LONGING AND FORGETTING
Multiple Presentations
Canada ― US ― Germany ― 2013-2016
Longing + Forgetting explores the ways in which machines are ascribed intelligence, whilst humans are increasingly treated like machines.
Using a simple movement ‘alphabet’ that borrows from Laban concepts of effort, weight, and space, the 12 physical performers were filmed traversing a climbing wall.
This resulted in a ‘dataset’ of thousands of video clips that were lovingly hand animated and tagged, before developing a path-finding algorithm to ‘stitch together’ generative combinations from that alphabet.
As such, each digital performer is comprised of many fragments of movement – both human and machine processed – which can be combined to create complex and emergent choreographies.
Originally commissioned as an interactive public artwork for the Surrey Urban Screen (Vancouver, 2013), the work is currently (2022/23) being ‘remastered and remixed’ at 4K resolution and being updated through a series of experiments with Generative Adversarial Networks to create digital performers and temporal choreographies “that don’t exist” (a term coined to describe the process of generating new digital media from a corpus of data, see: “this person doesn’t exist”).
Longing + Forgetting [LAF] is a collaboration between Matt Gingold, Dr Philippe Pasquier, a world leading expert in machine learning and director of the Metacreation Lab, and Dr Thecla Schiphort, a pioneer of digital choreography who created Lifeforms, the choreographic computer system used by Merce Cunningham.

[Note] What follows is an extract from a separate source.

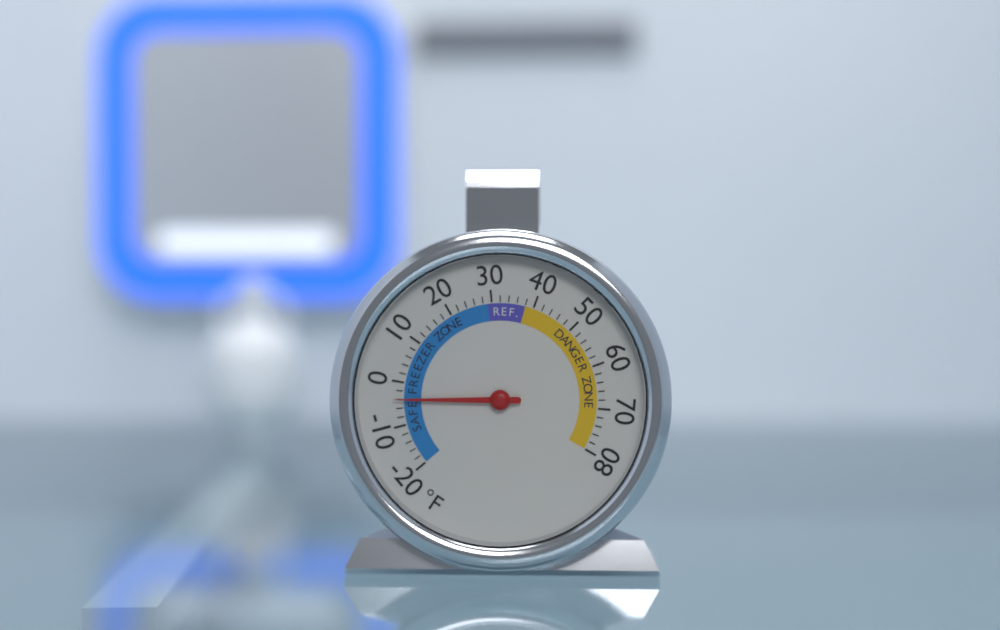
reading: -4 °F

The work was developed during my residency at the School of Interactive Art and Technology, Simon Fraser University (Vancouver, CA) as part of Moving Stories, a broader research project into gesture, machine learning, dance, movement and meaning.
LAF has had several presentations, including live performance, generative video projection (Generations, ISEA Vancouver, 2015), real-time data visualization (Scores + Traces, New York, 2016) and an academic paper and performance for CHI 2017 (Denver), the premier international conference in the field of Human-Computer Interaction.